In one instance, former GGNRA Director of Communications and Partnerships Howard Levitt, who retired last October, used his personal email account to conduct business regarding the dog management plan.

The decision-making process was required to be unbiased, but Levitt had worked with several private organizations to stack the deck against dog walking.

Levitt also directed staff to destroy emails and discuss aspects of the plan offline. “Everyone: Please delete this and the previous message,” Levitt wrote in a September 2013 email. “These conversations are best done by phone.”

A GGNRA wildlife ecologist urged staff in a 2006 email to leave out data from the Dog Management Plan Environmental Impact Statement, because it did not jibe with their desired outcome, specifically, to virtually eliminate dogs in the GGNRA.

It also seemed that Levitt had a personal bone to pick with dogs. In April 2014, he wrote to Kimberly Kiefer of San Francisco Recreation and Parks about his broken finger: “Ironically, it’s my middle finger … probably broke it expressing my opinion of out-of-control off-leash dog visitors.”

The documents that came to light on WoofieLeaks spurred the decision by the NPS to halt the signing of the plan and conduct an internal investigation.

Congresswoman Jackie Speier believes that doesn’t go far enough and has called for a “truly independent inquiry into whether NPS employees acted improperly with regards to their work on the GGNRA Dog Management Plan.” Speier also said that the use of personal email to improperly coordinate with outside advocacy groups is potentially illegal.
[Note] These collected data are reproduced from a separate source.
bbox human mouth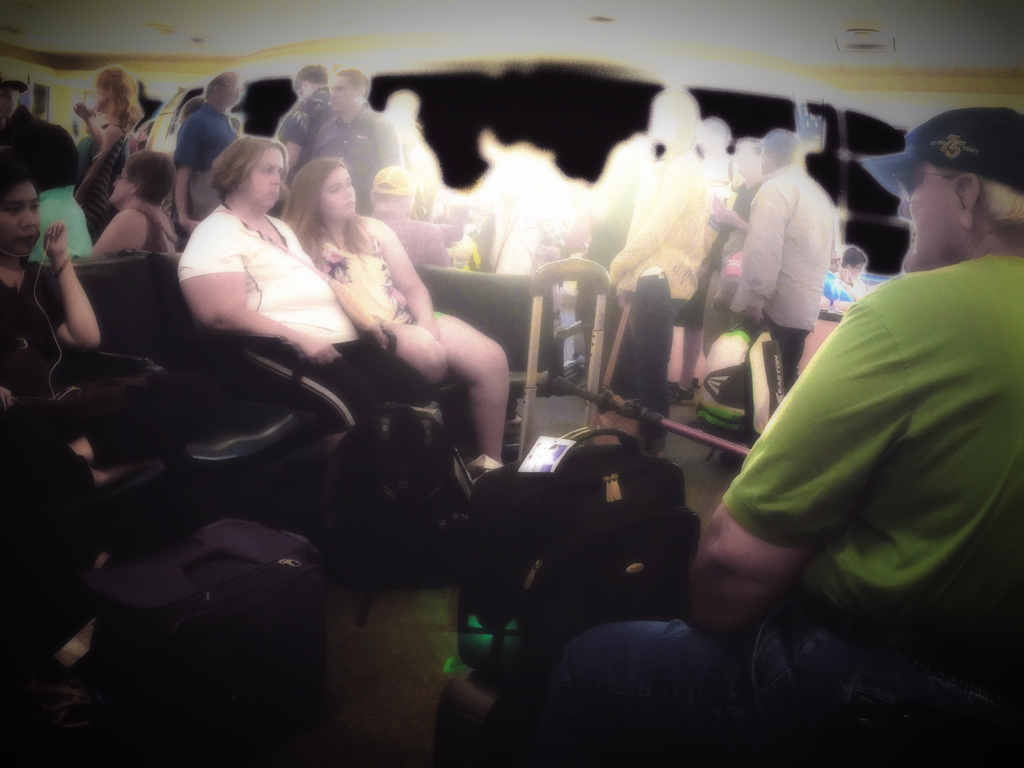
BBox(20, 231, 35, 243)
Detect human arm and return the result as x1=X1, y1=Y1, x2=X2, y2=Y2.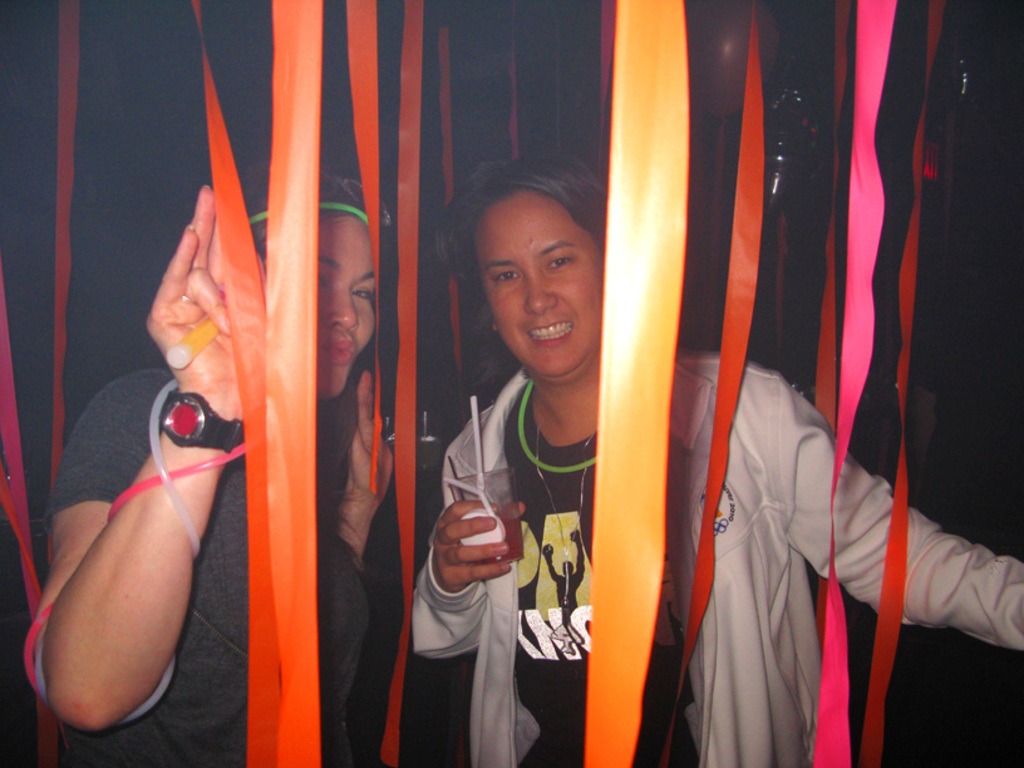
x1=333, y1=394, x2=399, y2=561.
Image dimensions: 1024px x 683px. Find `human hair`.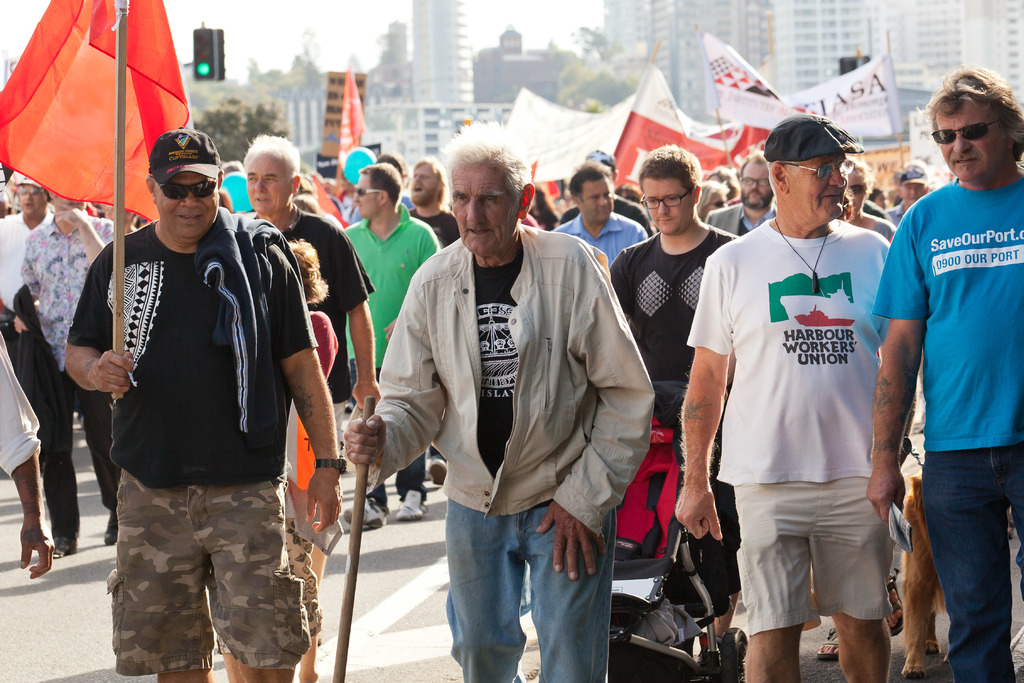
box=[566, 158, 612, 199].
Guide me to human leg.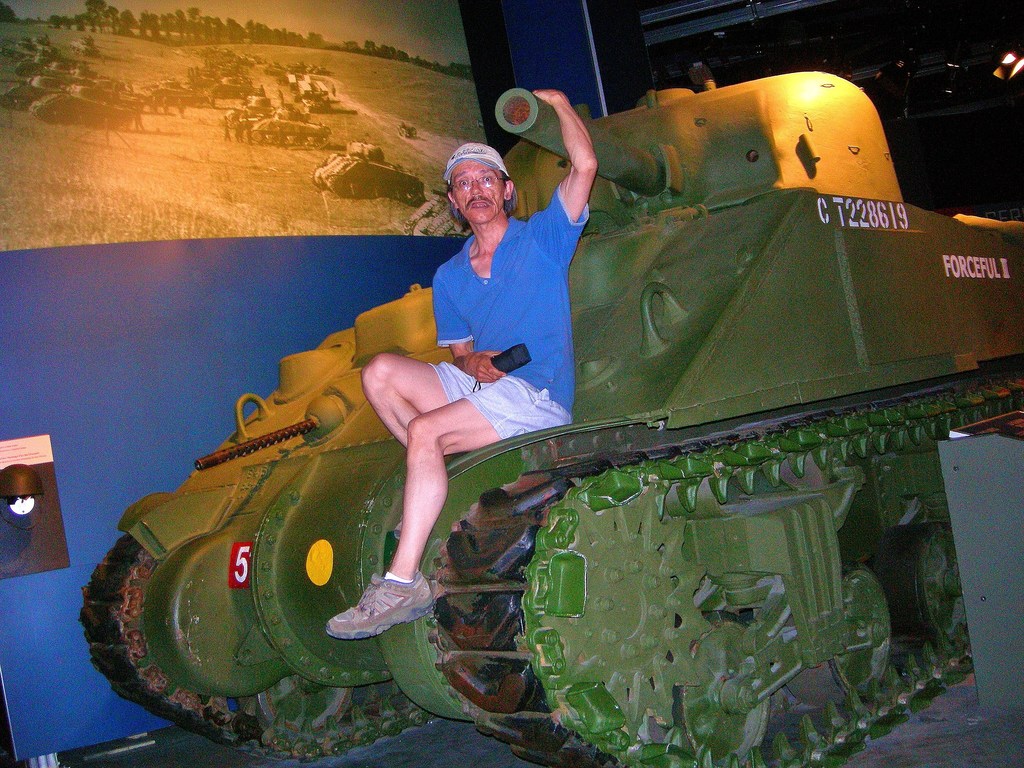
Guidance: rect(322, 349, 576, 641).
The possibly incriminating emails were among 260,000 pages that the NPS recently dumped on the plaintiffs. Though the federal magistrate who is presiding over the document production aspect of the lawsuit warned the plaintiffs that they wouldn’t find a smoking gun, they ended up uncovering an arsenal of information that they say demonstrates a clear bias on the part of the GGNRA staff.

The NPS declined to comment on the documents. Carr says they are just the tip of the iceberg.
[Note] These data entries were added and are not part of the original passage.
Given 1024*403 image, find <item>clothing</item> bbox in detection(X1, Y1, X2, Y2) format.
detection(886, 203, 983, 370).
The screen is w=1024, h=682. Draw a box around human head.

“The records belong to us, the people,” says Carr, who adds that he and his clients will move ahead with the FOIA lawsuit against the NPS. Fimrite considers the emails as proof that the entire plan must be thrown out.
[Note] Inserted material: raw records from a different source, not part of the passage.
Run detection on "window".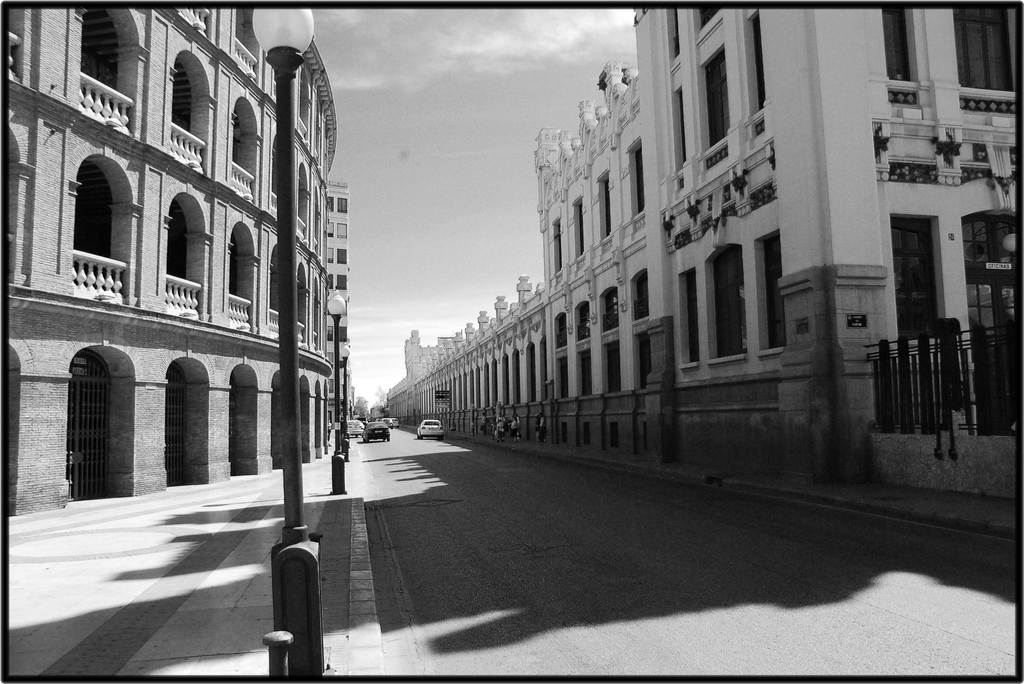
Result: Rect(951, 8, 1018, 110).
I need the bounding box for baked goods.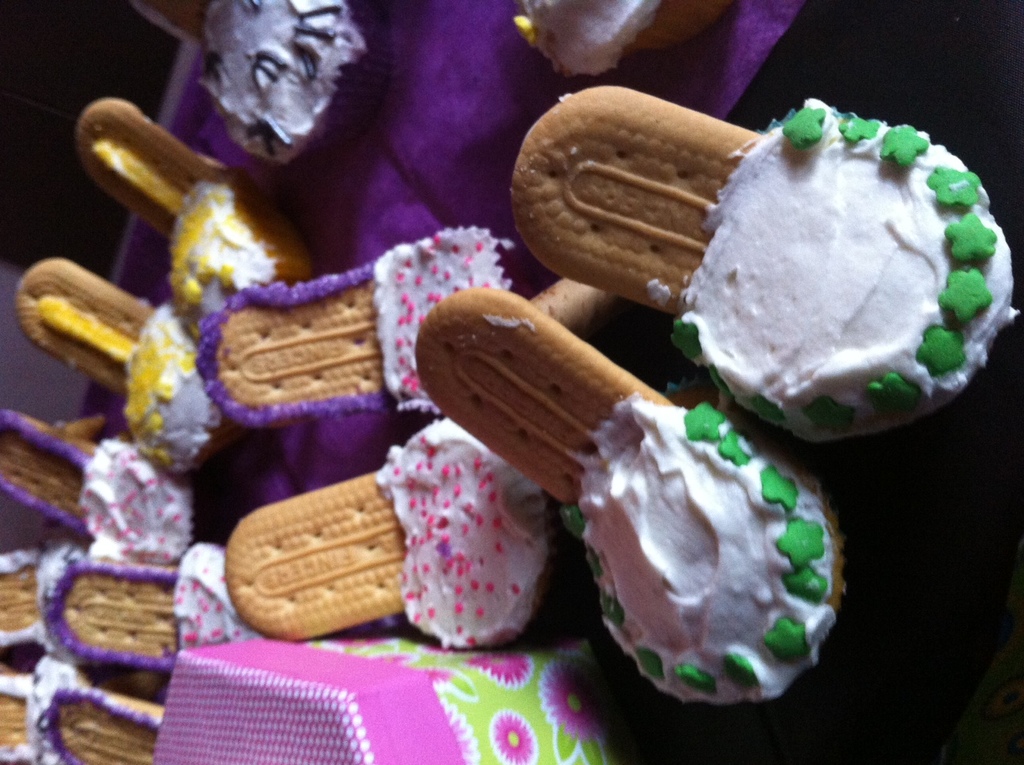
Here it is: <region>224, 418, 555, 649</region>.
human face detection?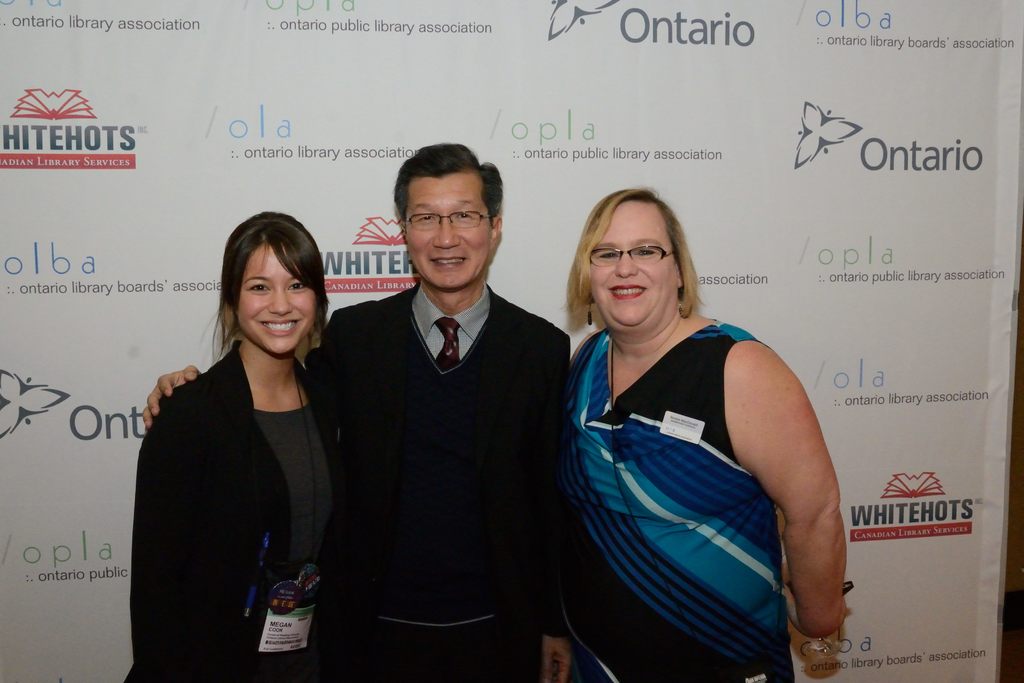
[404, 177, 492, 294]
“Someone has to address what happened in the GGNRA,” Pandapas says. “The NPS can’t seem to engage in an honorable process. What’s happening in the Bay Area is nothing to be proud of.”

2 COMMENTS

  1. This article makes it sound as if the pro-dog lobbyists are heroes. I doubt that the endangered Snowy Plovers whose nests will be destroyed by unleashed dogs, the families who want to enjoy the beach without constantly encountering aggressive dogs and dog droppings, and all the other wildlife and people who use Marin Headlands for a whole variety of purposes agree. These “dog advocates” are simply a privileged, moneyed, West Coast version of the East Coast rednecks who want the “right” to drive over Piping Plover nests with their off-road vehicles on the beach. Our public lands are for everyone, not just one user group.

  2. A pets place is in your yard or in your home. That’s it! Our State Parks, Beach Communities, and Local Property Owners shouldn’t have to deal with your pets on our local beaches or parks, Period! If you don’t have a place for your dog at home, then you DO NOT deserve a dog! There should be laws restricting pet ownership from idiots, and those who want a dog need to pass a simple “Common Sense” & IQ Test, MY GOD! Keep us free from YOUR pet and STAY Home!